Aditi, who is originally from Singapore, wrote: “Just as I found my keys, an inebriated woman walking past me stopped to point at my building and asked her partner if it was a mosque.

“They both laughed and walked into a takeaway round the corner, while I stood there shocked.

“I took a step back and looked at my building, wondering if anything about it did, in fact, look like a mosque. It didn’t, but apparently to her, I did.

“The building looked like any other apartment building in the city centre – except there was not a brown person standing in front of those.

“Not that it should have mattered, but I am not Muslim, so to be reduced to a racial stereotype on my first week in a new city felt insulting.

“It was not an aggressive enough interaction for me to make a police complaint, but it left me feeling judged and hurt, and I knew she intended to do so.”

She added: “Often a flippant racist remark like that normally would not have warranted any form of reaction from me, but with it being my first week, it was upsetting that this interaction would be what stands out to me when I think about first settling into Hull.

“It was a terrible joke at my expense.”

Aditi went on to make clear she did not believe the woman was representative of the “general population” of Hull.

But she added: “On Sunday morning, thinking the incident was past me, I walked out of my building and fumbled to lock the door behind me. An elderly man jogging past mumbled ‘morning’ to me and I immediately recoiled.

“I did not say anything back because I was scared again. For, admittedly, absolutely no reason.

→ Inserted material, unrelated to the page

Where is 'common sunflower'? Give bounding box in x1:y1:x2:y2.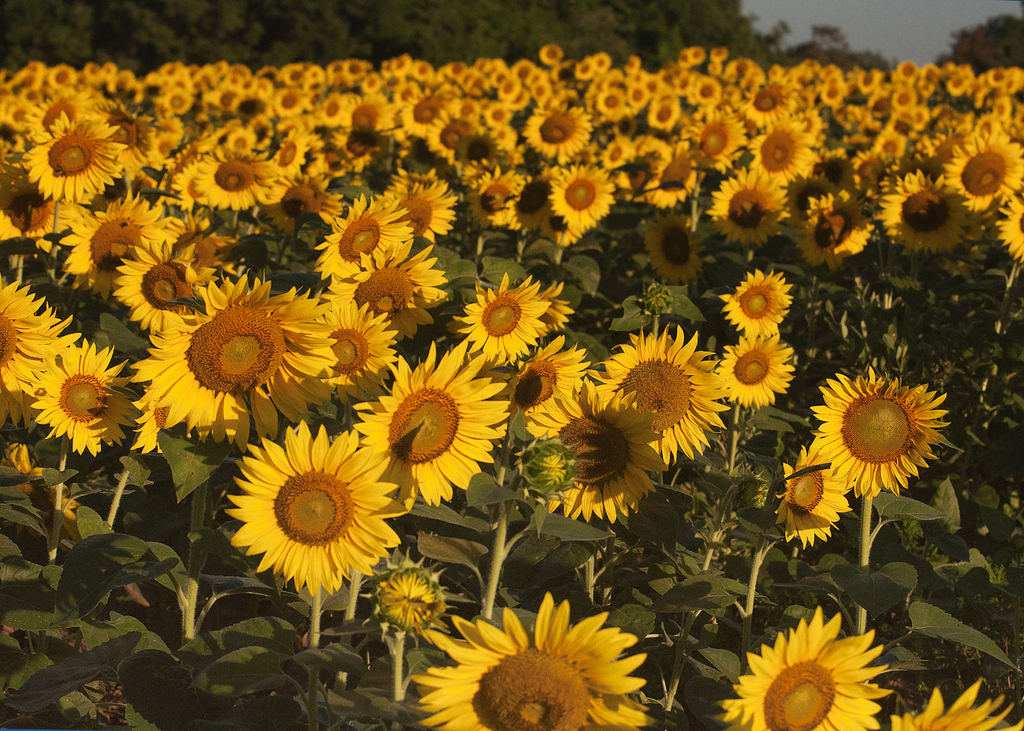
350:253:456:326.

“Something as ordinary as a cheery Sunday morning greeting made me flinch because I thought maybe it was happening again, someone was going to say something to me and force me to confront the fact that I am not from here.”

Speaking to HTFP, Aditi praised the Mail’s readers for the response she had received to the piece.

She said: “I was really surprised at the number of people who reached out to me to apologise on behalf of the community. I wasn’t expecting that at all.

“It’s the first article I have written where I’ve really put myself out there and I was nervous that it would get a load backlash and become an avenue for people to say more malicious things but it was quite the contrary.

“People have also reached out saying they’ve had similar experiences in the past and resonate with what happened to me.

“Since then, a few people I’ve interviewed for other stories have also mentioned that they recognized my name because they’ve read that article.”